Act 1, for me, is troublesome. Fugard gives us a glimpse into the domesticity of the two men and hints at the drama to come. But aside from the writing of a pen-pal letter to an 18-year-old woman who turns out to be white and the sister of a cop, there’s more foreboding than drama.

Finally, in Act 2, we get to the dark heart of this family drama. Zach takes the money they’ve been saving to buy a two-man farm and squanders it on buying a fancy suit – complete with hat and umbrella – for Morrie to wear so he can meet the pen-pal girl in Zach’s place (a black man writing to a white woman would be unthinkable) because he can pass for white.

By forcing Morrie to play the game of “white man,” suit and all, Zach opens up a troubling episode that lays bare the brothers’ tangled race issues and leads to violence and, to put it mildly, fraternal upset.

The fact that the men are brothers means they can get to troubling places in one another faster than just about anybody else. They can hurt each other — and, conversely, help heal each other – with alarming efficiency.

Jones and Willis bump through the first act making us believe they are brothers but don’t fully pull us into their world. But in Act 2, their connection to each other and to the ferocious emotions is seismic.
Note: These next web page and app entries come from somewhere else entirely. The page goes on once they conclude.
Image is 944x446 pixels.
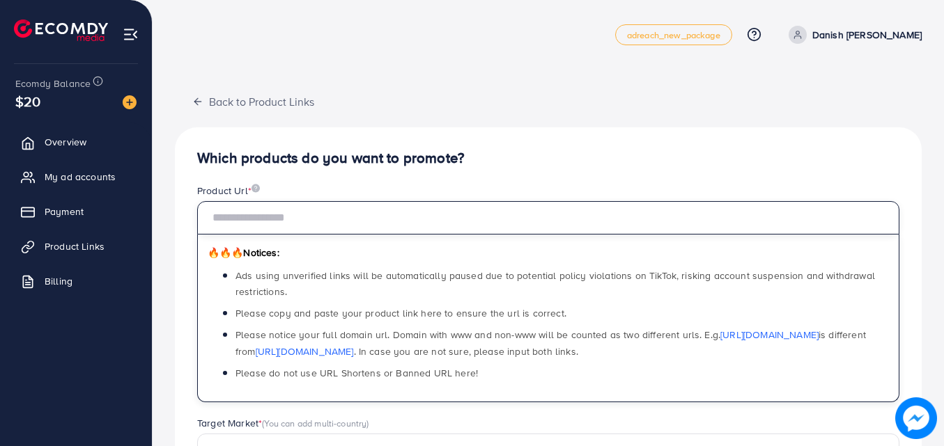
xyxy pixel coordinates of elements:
[123,95,136,109] img: image
[896,398,936,439] img: image
[45,170,116,184] span: My ad accounts
[10,267,141,295] a: Billing
[197,150,899,167] h4: Which products do you want to promote?
[14,19,108,41] img: logo
[235,328,866,358] span: Please notice your full domain url. Domain with www and non-www will be counted as two different ...
[10,128,141,156] a: Overview
[197,184,260,198] label: Product Url
[15,91,40,111] span: $20
[615,24,732,45] a: adreach_new_package
[45,135,86,149] span: Overview
[783,26,921,44] a: Danish [PERSON_NAME]
[235,306,566,320] span: Please copy and paste your product link here to ensure the url is correct.
[235,269,875,299] span: Ads using unverified links will be automatically paused due to potential policy violations on Tik...
[45,240,104,253] span: Product Links
[10,233,141,260] a: Product Links
[10,163,141,191] a: My ad accounts
[251,184,260,193] img: image
[208,246,279,260] span: Notices:
[175,86,331,116] button: Back to Product Links
[720,328,818,342] a: [URL][DOMAIN_NAME]
[45,205,84,219] span: Payment
[812,26,921,43] p: Danish [PERSON_NAME]
[15,77,91,91] span: Ecomdy Balance
[197,416,369,430] label: Target Market
[627,31,720,40] span: adreach_new_package
[45,274,72,288] span: Billing
[123,26,139,42] img: menu
[235,366,478,380] span: Please do not use URL Shortens or Banned URL here!
[256,345,354,359] a: [URL][DOMAIN_NAME]
[208,246,243,260] span: 🔥🔥🔥
[10,198,141,226] a: Payment
[262,417,368,430] span: (You can add multi-country)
Set designer Alexander V. Nichols fills the ACT stage with sheets of corrugated metal (which capture Kathy A. Perkins’ lights beautifully, especially when the men are fondly remembering a game they used to play in an old car), though most of the action is confined to the center of the stage where he creates an impressionistic shack of wooden slats.

The bleak world of the South Africa the brothers inhabit is effectively evoked in the design, but the most evocative aspect of the production is the music by Tracy Chapman. Mostly underscore, some instrumental, some with vocals, the music is filmic and powerful. At the top of Act 2, Chapman sings (on tape) a beautiful song about the heart of every man while we see video images of South Africa. It’s a glorious moment.

But the play, of course, belongs to Jones and Willis, who, for 2 ½ hours, pull us into quiet lives buffeted by storms both political and deeply personal. Their intensity, especially in the final section of the play, is astonishing, and the deeper they go, the more universal the play becomes.

Blood Knot continues through March 9 at the American Conservatory Theater, 415 Geary St., San Francisco. Tickets are $17 to $82. Call 415-749-2228 or www.act-sf.org.